Brian Balfour at Civitas’s Red Clay Citizen yesterday provided a good summary of the public hearing on HB2688 to create an “Access to Health Care Policy Council.” I was troubled by some of the assumptions underlying the idea to create a council and wanted to expand on my brief comments.


The proposed ?Access to Health Care Policy Council? raises many practical concerns of how it will operate, including the likely composition of the panel and the issues it will address. More fundamentally, the very idea for the council is based on a number of questionable principles and assumptions. Three in particular deal with the ability of any council to anticipate needs in a complex system, the value of integration, and the efficacy of preventive medicine.

First, it takes extreme hubris to think that thirty-one individuals with vested interests can make better decisions than nine million individuals around the state and millions more around the country who must match their monetary and health preferences every day. Some of the best quality and lowest prices for care are found in private, for-profit areas of care where consumers are more likely to pay their own costs ? optometry and LASIK surgery, cosmetic surgery and dentistry, bariatric surgery, and medical tourism. Providers, insurers, and consumers are finding new ways to improve quality and lower costs in other areas of the system as well; doctors who opt out of all insurance networks to avoid the tyranny of reimbursement codes, insurers who offer catastrophic care policies for ?young invincibles? who might otherwise consider insurance too expense, and patients who set aside money in some form of medical savings account to pay for current and future medical needs. No group of thirty-one could mimic or improve on the innovations that occur in the marketplace.

Spurring innovation, however, is counter to the council?s charge to move toward a more integrated health care system. There is no research to suggest that an integrated system of services will do a better job of providing appropriate and affordable health care for all. Here in North Carolina, we have tried for seven years to integrate our public and private mental health providers into a single system, with the result being again an expensive disaster. Even the integrated wholly public portion, the state mental hospitals, have been unable to provide appropriate and affordable care and have been subject to Department of Justice investigations and the loss of Medicare and Medicaid funds.

Michael Tanner of the Cato Institute summarized the argument for preventive care and the facts against it in testimony to the Wisconsin state legislature :

Preventive care advocates assume that if we focus on preventive medicine, we can prevent people from getting sick in the first place. And by emphasizing timely primary care, those who do end up with a chronic illness will develop fewer complications. By spending money up front to reduce the frequency and severity of illness we can reduce the amount of money needed to eventually treat those illnesses in the future.

As logical as this may seem, studies actually show that preventive care usually ends up costing money in the long run because there is no way to precisely target such care. For every disease that we prevent or catch early, we end up testing and treating many people who will never get sick. For example, Jay Bhattacharya, a doctor and economist at Stanford?s School of Medicine, estimates that to prevent one new case of diabetes, an anti-obesity program must treat five people. Similarly, a study of retirees in California by Jonathan Gruber, a health economist at MIT and long-time advocate of national health insurance, found that when retirees had fewer doctors visits and filled fewer prescriptions, overall medical spending declined. People became ill more frequently, but treating their illnesses was still less costly than paying for preventive care for everyone. Thus, increased preventive and primary care may well be beneficial for the individual in terms of health, but it is unlikely to provide a societal benefit in terms of reduced costs.

Other principles and assumptions underlying the council?s work, such as evidence-based medicine, have problems similar to those in the case of preventive medicine in that they sound like good ideas but can have unintended consequences when broadly applied.

It is laudable to want to improve health care cost, quality, and access, but more success might come from removing the rules that make health care less like other markets for essentials such as food, clothing, and housing.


▶ The problem
Line by line, please look for the word "more" in the following records, then copy each line you find it in.

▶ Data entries
^^^^^^^^^^^^^^^^

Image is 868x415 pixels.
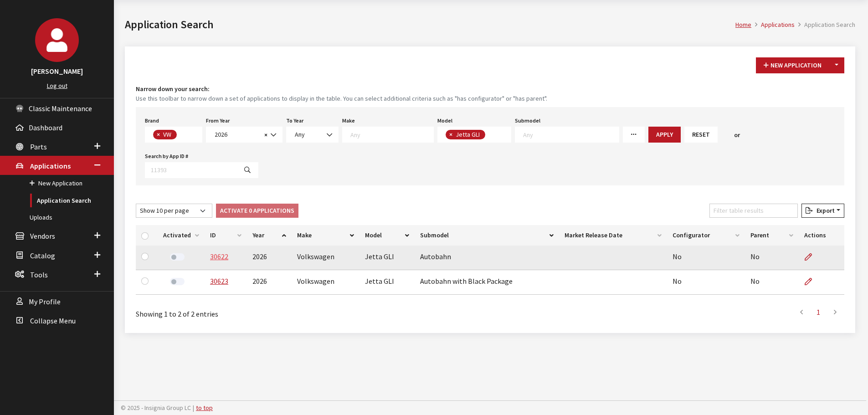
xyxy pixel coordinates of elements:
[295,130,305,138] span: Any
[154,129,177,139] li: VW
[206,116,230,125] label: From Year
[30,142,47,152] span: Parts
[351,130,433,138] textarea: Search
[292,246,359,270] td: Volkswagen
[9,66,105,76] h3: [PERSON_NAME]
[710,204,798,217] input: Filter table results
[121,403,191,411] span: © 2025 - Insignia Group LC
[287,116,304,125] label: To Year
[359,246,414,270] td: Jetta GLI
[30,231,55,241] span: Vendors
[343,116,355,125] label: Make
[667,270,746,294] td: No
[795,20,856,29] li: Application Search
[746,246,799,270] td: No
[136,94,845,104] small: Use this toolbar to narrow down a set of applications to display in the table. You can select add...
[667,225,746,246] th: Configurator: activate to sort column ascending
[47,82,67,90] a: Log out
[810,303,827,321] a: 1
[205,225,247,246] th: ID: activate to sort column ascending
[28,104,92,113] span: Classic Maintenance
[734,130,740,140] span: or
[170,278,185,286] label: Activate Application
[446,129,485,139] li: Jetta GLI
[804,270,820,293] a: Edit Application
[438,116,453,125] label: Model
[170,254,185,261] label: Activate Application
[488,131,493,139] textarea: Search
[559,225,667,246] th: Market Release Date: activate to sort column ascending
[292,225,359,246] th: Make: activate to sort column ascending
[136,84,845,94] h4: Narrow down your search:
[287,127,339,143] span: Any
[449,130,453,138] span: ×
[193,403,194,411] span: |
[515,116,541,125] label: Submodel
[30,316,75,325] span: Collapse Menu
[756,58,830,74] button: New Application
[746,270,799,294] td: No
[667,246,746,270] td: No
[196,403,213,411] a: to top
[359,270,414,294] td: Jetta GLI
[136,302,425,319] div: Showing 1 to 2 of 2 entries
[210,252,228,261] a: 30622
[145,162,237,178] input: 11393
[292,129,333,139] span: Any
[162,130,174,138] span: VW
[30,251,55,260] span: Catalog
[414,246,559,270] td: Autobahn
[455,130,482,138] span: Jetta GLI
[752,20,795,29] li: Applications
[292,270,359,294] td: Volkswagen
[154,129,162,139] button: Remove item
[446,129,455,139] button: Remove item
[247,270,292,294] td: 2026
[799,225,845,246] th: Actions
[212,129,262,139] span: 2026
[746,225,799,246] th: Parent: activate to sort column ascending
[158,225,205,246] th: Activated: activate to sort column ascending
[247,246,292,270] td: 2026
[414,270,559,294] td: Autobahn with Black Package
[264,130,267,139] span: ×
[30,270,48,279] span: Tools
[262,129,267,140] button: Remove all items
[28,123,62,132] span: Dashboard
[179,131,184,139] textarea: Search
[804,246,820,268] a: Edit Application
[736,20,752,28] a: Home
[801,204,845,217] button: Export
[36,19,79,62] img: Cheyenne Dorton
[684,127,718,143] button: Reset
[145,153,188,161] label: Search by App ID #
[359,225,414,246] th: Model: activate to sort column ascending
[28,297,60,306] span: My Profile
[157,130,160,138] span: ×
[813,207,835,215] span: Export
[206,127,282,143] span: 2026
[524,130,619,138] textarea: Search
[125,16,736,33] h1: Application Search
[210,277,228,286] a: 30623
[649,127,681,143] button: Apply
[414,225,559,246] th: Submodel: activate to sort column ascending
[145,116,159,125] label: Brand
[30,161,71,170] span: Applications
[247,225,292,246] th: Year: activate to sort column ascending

^^^^^^^^^^^^^^^^

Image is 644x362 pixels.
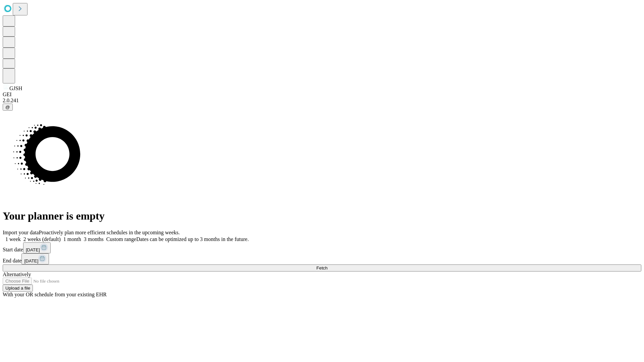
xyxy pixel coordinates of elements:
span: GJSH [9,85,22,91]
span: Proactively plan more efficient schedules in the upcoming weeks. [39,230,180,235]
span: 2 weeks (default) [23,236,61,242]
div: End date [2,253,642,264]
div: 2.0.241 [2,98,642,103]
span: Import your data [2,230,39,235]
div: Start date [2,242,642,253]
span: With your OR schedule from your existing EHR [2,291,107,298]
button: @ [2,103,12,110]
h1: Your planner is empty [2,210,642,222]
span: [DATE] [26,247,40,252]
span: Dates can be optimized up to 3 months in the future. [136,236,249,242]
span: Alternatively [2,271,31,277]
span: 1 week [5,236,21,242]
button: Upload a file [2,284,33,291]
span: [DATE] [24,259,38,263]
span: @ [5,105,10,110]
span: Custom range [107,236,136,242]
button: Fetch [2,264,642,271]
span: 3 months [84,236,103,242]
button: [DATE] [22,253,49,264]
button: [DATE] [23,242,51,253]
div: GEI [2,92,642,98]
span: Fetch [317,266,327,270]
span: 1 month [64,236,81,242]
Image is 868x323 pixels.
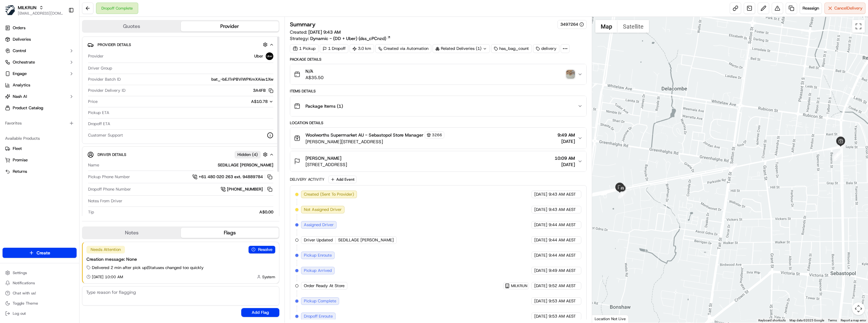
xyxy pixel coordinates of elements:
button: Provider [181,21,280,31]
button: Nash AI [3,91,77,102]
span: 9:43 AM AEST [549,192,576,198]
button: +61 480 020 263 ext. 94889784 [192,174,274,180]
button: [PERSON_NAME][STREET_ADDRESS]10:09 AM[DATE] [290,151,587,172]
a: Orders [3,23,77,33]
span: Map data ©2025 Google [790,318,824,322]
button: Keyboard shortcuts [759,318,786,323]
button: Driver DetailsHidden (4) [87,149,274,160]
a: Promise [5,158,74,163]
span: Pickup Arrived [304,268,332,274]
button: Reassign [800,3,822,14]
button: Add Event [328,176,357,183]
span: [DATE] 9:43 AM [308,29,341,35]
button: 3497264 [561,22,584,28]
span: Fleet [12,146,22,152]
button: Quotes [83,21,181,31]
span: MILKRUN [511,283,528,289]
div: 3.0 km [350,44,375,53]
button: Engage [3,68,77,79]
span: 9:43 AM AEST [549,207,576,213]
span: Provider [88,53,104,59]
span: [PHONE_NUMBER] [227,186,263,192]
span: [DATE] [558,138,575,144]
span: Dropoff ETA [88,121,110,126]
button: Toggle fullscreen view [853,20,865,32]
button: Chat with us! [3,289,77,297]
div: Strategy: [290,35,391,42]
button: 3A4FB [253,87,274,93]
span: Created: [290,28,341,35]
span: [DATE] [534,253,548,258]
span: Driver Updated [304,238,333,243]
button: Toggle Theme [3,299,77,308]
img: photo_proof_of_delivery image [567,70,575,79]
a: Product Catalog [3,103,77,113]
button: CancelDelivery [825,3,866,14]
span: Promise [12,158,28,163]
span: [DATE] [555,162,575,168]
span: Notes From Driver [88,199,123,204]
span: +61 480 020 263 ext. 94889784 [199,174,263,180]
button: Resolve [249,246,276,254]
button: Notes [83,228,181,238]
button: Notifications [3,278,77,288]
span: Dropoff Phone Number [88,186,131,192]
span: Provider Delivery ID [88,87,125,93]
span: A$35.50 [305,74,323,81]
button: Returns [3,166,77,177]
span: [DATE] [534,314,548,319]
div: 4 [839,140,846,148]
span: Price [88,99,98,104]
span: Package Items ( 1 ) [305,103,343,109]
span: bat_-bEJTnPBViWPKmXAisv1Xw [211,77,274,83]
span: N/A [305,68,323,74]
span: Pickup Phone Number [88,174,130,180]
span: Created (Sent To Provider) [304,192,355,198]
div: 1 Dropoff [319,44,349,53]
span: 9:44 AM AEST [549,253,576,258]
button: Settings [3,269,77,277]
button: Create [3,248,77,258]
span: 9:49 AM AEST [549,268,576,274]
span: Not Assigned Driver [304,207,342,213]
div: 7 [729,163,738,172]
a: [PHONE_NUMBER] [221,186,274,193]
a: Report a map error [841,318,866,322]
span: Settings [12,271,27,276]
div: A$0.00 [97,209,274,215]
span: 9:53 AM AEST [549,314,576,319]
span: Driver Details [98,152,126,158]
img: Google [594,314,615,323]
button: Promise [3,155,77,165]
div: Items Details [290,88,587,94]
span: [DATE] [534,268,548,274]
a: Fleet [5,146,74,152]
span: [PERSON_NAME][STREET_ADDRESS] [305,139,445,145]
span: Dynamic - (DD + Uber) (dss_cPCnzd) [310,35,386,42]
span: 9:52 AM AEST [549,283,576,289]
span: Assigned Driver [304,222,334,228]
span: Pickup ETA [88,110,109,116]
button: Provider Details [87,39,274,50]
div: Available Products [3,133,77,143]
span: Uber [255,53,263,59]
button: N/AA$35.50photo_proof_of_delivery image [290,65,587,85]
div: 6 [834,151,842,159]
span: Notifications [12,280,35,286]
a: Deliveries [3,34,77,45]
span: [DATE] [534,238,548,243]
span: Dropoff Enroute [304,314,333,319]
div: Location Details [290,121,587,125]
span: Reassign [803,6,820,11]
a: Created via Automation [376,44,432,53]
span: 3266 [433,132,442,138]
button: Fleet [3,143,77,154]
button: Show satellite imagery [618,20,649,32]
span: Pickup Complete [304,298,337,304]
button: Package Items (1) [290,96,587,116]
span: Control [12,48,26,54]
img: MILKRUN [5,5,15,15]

^^^^^^^^^^^^^^^^

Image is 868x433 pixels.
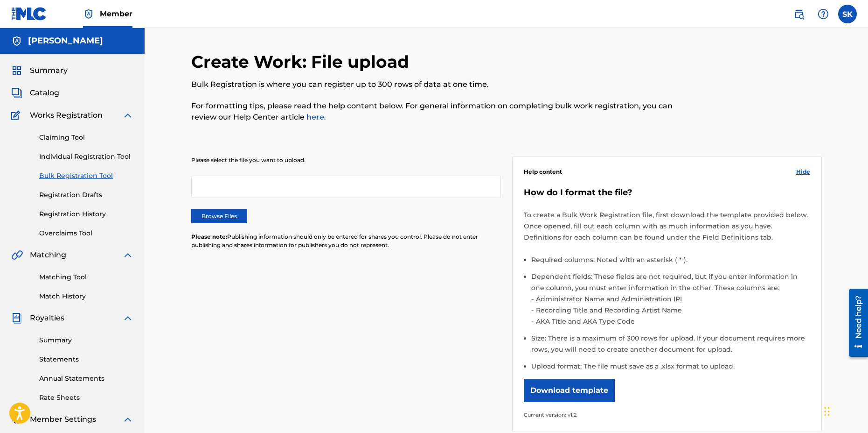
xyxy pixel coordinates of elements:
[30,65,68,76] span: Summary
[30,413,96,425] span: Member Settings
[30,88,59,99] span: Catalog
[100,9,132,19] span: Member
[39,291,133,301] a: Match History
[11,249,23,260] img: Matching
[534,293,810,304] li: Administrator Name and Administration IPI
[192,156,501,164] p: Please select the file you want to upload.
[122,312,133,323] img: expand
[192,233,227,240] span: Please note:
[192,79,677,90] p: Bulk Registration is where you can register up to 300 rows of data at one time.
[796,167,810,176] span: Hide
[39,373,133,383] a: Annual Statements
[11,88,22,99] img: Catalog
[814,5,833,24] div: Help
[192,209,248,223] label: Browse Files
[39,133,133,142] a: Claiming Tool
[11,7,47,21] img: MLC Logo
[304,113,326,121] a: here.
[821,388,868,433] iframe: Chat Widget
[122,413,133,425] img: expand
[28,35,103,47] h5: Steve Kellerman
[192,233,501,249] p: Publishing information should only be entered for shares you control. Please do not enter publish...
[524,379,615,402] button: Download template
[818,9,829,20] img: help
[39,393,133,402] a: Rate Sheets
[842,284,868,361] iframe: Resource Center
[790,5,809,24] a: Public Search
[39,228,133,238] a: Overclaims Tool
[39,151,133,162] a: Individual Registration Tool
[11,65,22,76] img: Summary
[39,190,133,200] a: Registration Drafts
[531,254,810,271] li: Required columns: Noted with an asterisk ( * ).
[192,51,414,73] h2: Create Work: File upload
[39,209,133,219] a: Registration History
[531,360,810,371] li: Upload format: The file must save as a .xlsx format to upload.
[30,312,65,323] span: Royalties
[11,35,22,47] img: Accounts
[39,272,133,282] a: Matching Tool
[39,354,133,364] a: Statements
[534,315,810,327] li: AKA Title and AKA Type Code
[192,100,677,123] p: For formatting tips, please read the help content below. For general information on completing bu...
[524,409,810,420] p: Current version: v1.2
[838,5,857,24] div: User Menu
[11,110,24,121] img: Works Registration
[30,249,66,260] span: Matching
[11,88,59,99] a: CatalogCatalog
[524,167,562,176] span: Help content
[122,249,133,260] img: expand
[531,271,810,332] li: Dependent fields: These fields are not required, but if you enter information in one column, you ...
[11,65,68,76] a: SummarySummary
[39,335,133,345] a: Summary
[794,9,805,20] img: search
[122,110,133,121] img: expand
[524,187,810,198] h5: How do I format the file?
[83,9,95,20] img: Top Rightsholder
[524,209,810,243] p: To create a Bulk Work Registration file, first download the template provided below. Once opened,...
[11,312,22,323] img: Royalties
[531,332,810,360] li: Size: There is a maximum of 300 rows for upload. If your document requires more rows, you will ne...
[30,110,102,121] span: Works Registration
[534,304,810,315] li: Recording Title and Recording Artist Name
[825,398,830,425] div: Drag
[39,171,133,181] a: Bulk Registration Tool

^^^^^^^^^^^^^^^^

▶ Answer box
span: Proactively plan more efficient schedules in the upcoming weeks. [39,230,180,235]
[531,332,810,360] li: Size: There is a maximum of 300 rows for upload. If your document requires more rows, you will ne...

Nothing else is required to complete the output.